|
From blues song anti-heroes to maestros of Sword and Sorcery, we've been hitting some of the most out there realms of the comics multiverse. I figure it's about time to bring things back to base in a big way. Maybe something with a little drama, something a bit sexy? How about vampires? Mafia vampires. In Miami. Sound good? Sounds like Bite Club.
Originally released under DC imprint Vertigo in 2004, Bite Club is Interview with the Vampire by way of The Sopranos. All sex and attitude, the premise of Bite Club is pretty simple really. Vampires aren't just real, they're pretty common. There are apparently over 300,000 in Miami alone.

The comic opens with Eduardo Del Toro—head of the vampire crime family that rules Miami—getting hosed down with wooden bullets and chucked out a window. Who killed Edwardo is a pretty big question, but even bigger is what happens next? The Del Toro family is something of a mess. You've got Eduardo's three kids: Eduardo Jr., who is trying to keep his own son out of jail; Risa, the sadistic Paris Hilton-esqe daughter; and Leto, the black sheep who left the family to become a catholic priest of all things.
You've got the cops sniffing around trying to find the killer, the family's hired goons trying to get to the guy first, and to top it all off the impending IPO of the family's legitimate business front PharmaTech, which also just so happens to manufacture the Del Toro's illegal narcotic de jure, Plasmorgia Ahh, family.
This comic just oozes sex, thanks in large part to perennially naked and humping everything in sight Risa. Which is not to say that it doesn't also have its fair share of violence. Fans of movies like Scarface and the Godfather will hardly be disappointed, to say the least. Bite Club is inventive certainly, but not particularly innovative. Fans of the gangster genre will not be disappointed.

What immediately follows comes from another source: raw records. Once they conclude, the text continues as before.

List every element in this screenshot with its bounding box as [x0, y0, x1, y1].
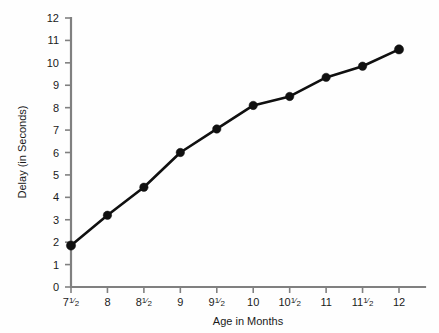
x-tick-label-1: 8	[104, 296, 110, 308]
y-axis-title: Delay (in Seconds)	[16, 106, 28, 199]
x-tick-label-2: 81⁄2	[136, 296, 153, 309]
data-point-8	[103, 211, 111, 219]
x-tick-label-0: 71⁄2	[63, 296, 80, 309]
data-point-10½	[285, 92, 293, 100]
y-tick-label-1: 1	[53, 259, 59, 271]
data-point-7½	[66, 241, 75, 250]
series-line	[71, 49, 399, 245]
data-point-11	[322, 73, 330, 81]
y-tick-label-2: 2	[53, 236, 59, 248]
y-tick-label-12: 12	[47, 12, 59, 24]
data-point-11½	[358, 62, 366, 70]
x-tick-label-4: 91⁄2	[209, 296, 226, 309]
data-point-9	[176, 148, 184, 156]
data-point-10	[249, 101, 257, 109]
y-tick-label-9: 9	[53, 79, 59, 91]
x-tick-label-9: 12	[393, 296, 405, 308]
x-tick-label-5: 10	[247, 296, 259, 308]
axis-lines	[71, 18, 425, 287]
y-tick-label-11: 11	[48, 34, 59, 46]
x-axis-title: Age in Months	[213, 315, 284, 327]
x-tick-label-6: 101⁄2	[278, 296, 301, 309]
y-tick-label-0: 0	[53, 281, 59, 293]
y-tick-label-10: 10	[47, 57, 59, 69]
data-point-8½	[140, 183, 148, 191]
x-tick-label-8: 111⁄2	[352, 296, 374, 309]
chart-figure: 0123456789101112 71⁄2881⁄2991⁄210101⁄211…	[0, 0, 439, 333]
data-series-delay	[66, 45, 403, 250]
x-tick-label-7: 11	[320, 296, 331, 308]
x-tick-label-3: 9	[177, 296, 183, 308]
y-tick-label-4: 4	[53, 191, 59, 203]
x-axis-tick-labels: 71⁄2881⁄2991⁄210101⁄211111⁄212	[63, 296, 405, 309]
y-tick-label-6: 6	[53, 147, 59, 159]
line-chart-canvas: 0123456789101112 71⁄2881⁄2991⁄210101⁄211…	[0, 0, 439, 333]
y-tick-label-8: 8	[53, 102, 59, 114]
data-point-12	[394, 45, 403, 54]
data-point-9½	[213, 125, 221, 133]
y-tick-label-5: 5	[53, 169, 59, 181]
y-tick-label-7: 7	[53, 124, 59, 136]
series-markers	[66, 45, 403, 250]
y-tick-label-3: 3	[53, 214, 59, 226]
y-axis-tick-labels: 0123456789101112	[47, 12, 59, 293]
chart-axes	[71, 18, 425, 287]
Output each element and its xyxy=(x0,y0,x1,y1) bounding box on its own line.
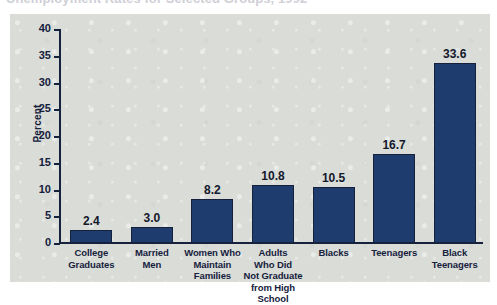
bar-slot: 10.5 xyxy=(303,29,364,243)
bar-value-label: 16.7 xyxy=(364,138,425,152)
bar-value-label: 2.4 xyxy=(61,214,122,228)
bar-value-label: 3.0 xyxy=(122,211,183,225)
bar-value-label: 10.5 xyxy=(303,171,364,185)
bar-slot: 2.4 xyxy=(61,29,122,243)
y-axis-tick-label: 10 xyxy=(11,183,51,195)
plot-area: 2.43.08.210.810.516.733.6 xyxy=(61,29,485,243)
x-axis-category-label: Women WhoMaintainFamilies xyxy=(181,247,243,282)
bar-slot: 16.7 xyxy=(364,29,425,243)
y-axis-tick-label: 5 xyxy=(11,209,51,221)
bar[interactable] xyxy=(252,185,294,243)
chart-title: Unemployment Rates for Selected Groups, … xyxy=(6,0,307,6)
bar[interactable] xyxy=(131,227,173,243)
x-axis-labels: CollegeGraduatesMarriedMenWomen WhoMaint… xyxy=(61,247,485,303)
bar[interactable] xyxy=(373,154,415,243)
y-axis-tick-label: 40 xyxy=(11,22,51,34)
x-axis-category-label: MarriedMen xyxy=(121,247,183,270)
y-axis-tick-label: 15 xyxy=(11,156,51,168)
x-axis-category-label: Blacks xyxy=(303,247,365,259)
chart-panel: Percent 4035302520151050 2.43.08.210.810… xyxy=(10,14,490,282)
bar[interactable] xyxy=(434,63,476,243)
bar-slot: 10.8 xyxy=(243,29,304,243)
bar-slot: 8.2 xyxy=(182,29,243,243)
bar-value-label: 10.8 xyxy=(243,169,304,183)
bar-value-label: 8.2 xyxy=(182,183,243,197)
bar-slot: 33.6 xyxy=(424,29,485,243)
bar-slot: 3.0 xyxy=(122,29,183,243)
y-axis-tick-label: 20 xyxy=(11,129,51,141)
y-axis-tick-label: 35 xyxy=(11,49,51,61)
bar[interactable] xyxy=(191,199,233,243)
bar[interactable] xyxy=(70,230,112,243)
x-axis-category-label: AdultsWho DidNot Graduatefrom High Schoo… xyxy=(242,247,304,305)
y-axis: 4035302520151050 xyxy=(10,14,60,282)
bar[interactable] xyxy=(313,187,355,243)
x-axis-category-label: CollegeGraduates xyxy=(60,247,122,270)
y-axis-tick-label: 30 xyxy=(11,76,51,88)
bar-value-label: 33.6 xyxy=(424,47,485,61)
y-axis-tick-label: 0 xyxy=(11,236,51,248)
x-axis-category-label: Teenagers xyxy=(363,247,425,259)
chart-title-strip: Unemployment Rates for Selected Groups, … xyxy=(0,0,497,9)
y-axis-tick-label: 25 xyxy=(11,102,51,114)
x-axis-category-label: BlackTeenagers xyxy=(424,247,486,270)
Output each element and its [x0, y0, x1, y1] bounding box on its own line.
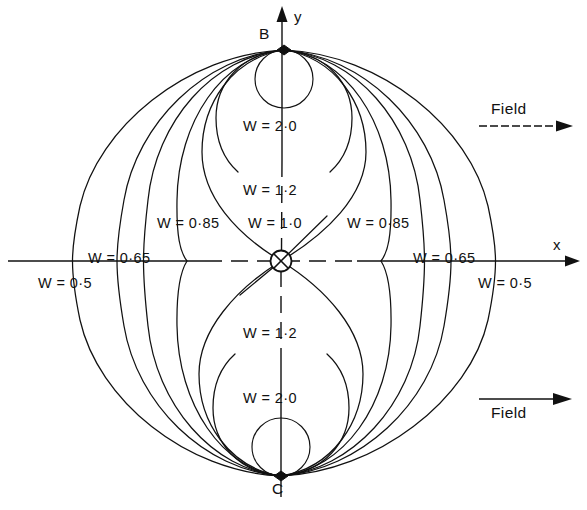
- contour-w-0-85-left: [177, 50, 284, 476]
- contour-label-w-1-2-top: W = 1·2: [243, 182, 297, 198]
- contour-w-2-0-top: [255, 50, 313, 108]
- node-b-marker: [277, 45, 291, 55]
- contour-label-w-0-65-right: W = 0·65: [413, 250, 475, 266]
- field-label-bottom: Field: [491, 404, 527, 422]
- y-axis-upper-dashed: [282, 160, 283, 252]
- x-axis-arrowhead: [565, 256, 580, 267]
- contour-label-w-2-0-top: W = 2·0: [243, 118, 297, 134]
- saddle-point-marker: [271, 251, 292, 272]
- contour-label-w-0-5-left: W = 0·5: [38, 275, 92, 291]
- contour-label-w-2-0-bottom: W = 2·0: [243, 390, 297, 406]
- figure-root: B C y x Field Field W = 2·0 W = 1·2 W = …: [0, 0, 587, 510]
- contour-w-1-2-top-left: [216, 50, 284, 172]
- contour-label-w-1-0-center: W = 1·0: [248, 215, 302, 231]
- contour-label-w-0-65-left: W = 0·65: [88, 250, 150, 266]
- field-arrow-top: [479, 121, 573, 132]
- contour-w-1-2-bottom-right: [281, 354, 349, 476]
- contour-w-1-0-bottom-right: [281, 261, 363, 476]
- contour-label-w-0-85-left: W = 0·85: [157, 215, 219, 231]
- contour-label-w-1-2-bottom: W = 1·2: [243, 325, 297, 341]
- contour-w-1-2-top-right: [284, 50, 352, 172]
- contour-w-1-0-bottom-left: [199, 261, 281, 476]
- x-axis-label: x: [553, 236, 561, 253]
- contour-label-w-0-85-right: W = 0·85: [347, 215, 409, 231]
- y-axis-label: y: [294, 8, 302, 25]
- node-label-c: C: [272, 480, 284, 498]
- contour-w-1-2-bottom-left: [213, 354, 281, 476]
- node-label-b: B: [259, 25, 270, 43]
- field-label-top: Field: [491, 100, 527, 118]
- contour-label-w-0-5-right: W = 0·5: [478, 275, 532, 291]
- y-axis-arrowhead: [277, 6, 288, 22]
- contour-w-0-85-right: [281, 50, 391, 476]
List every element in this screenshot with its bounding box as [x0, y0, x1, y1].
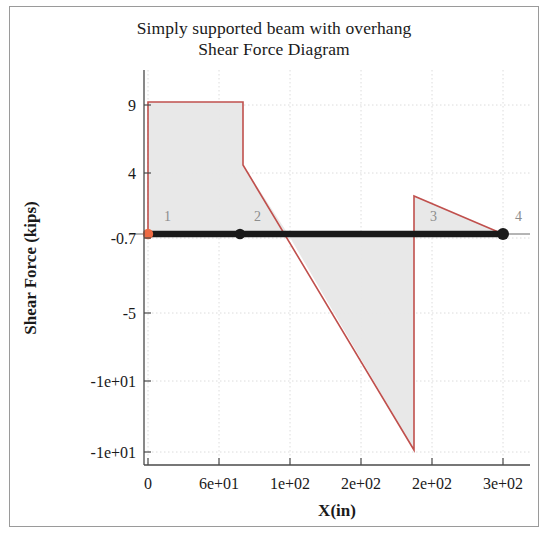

The series was written by Howard Chaykin and David Tischman, who have each been bouncing about the comics industry for some time. The concept and plot are well executed, although the dialog isn't exactly Shakespeare. The one complaint that can be leveled at the comic is that they took enough plot for an entire season of a TV show and crammed it into a 120 page comic. With a half a dozen different plot lines the action moves quickly, and some of the side plots aren't given quite the room to develop that they should. The series could definitely have been improved by being filled out to 12 or even 24 issues.
David Hahn's illustration is simple and clean, reminiscent in many ways of Pia Guerra's work on Y: The Last Man; albeit slightly more cartoony. The real strength of the art comes from Brian Miller's colors. Each scene is drawn with a different, very limited color palette. It gives the effect of each scene being shot through a filter, and elevates the film-like feel of the series.
Bite Club is a great, fun read, and available as a trade paperback for $10, or $20 for the larger print version bundled with follow up series Bite Club: VCU.
Tobiah Panshin was born in the backwoods of Pennsylvania, taught all he knows by the animal companions that raised him. As many fine naturalists will however note, Badgers and Woodchucks are notoriously bad at algebra. His math and science skills doomed from an early age, young Tobiah followed the only path available to him: the Humanities. Today, Liberal Arts degree in hand, he pursues with the dogged determination of a short-tailed shrew the pathetic, poverty bestrewn life of a writer. Armed with the strongest weapons he possesses--the umlaut, the gerund phrase, and the mighty schwa--he battles the English Language in a never-ending struggle for domination.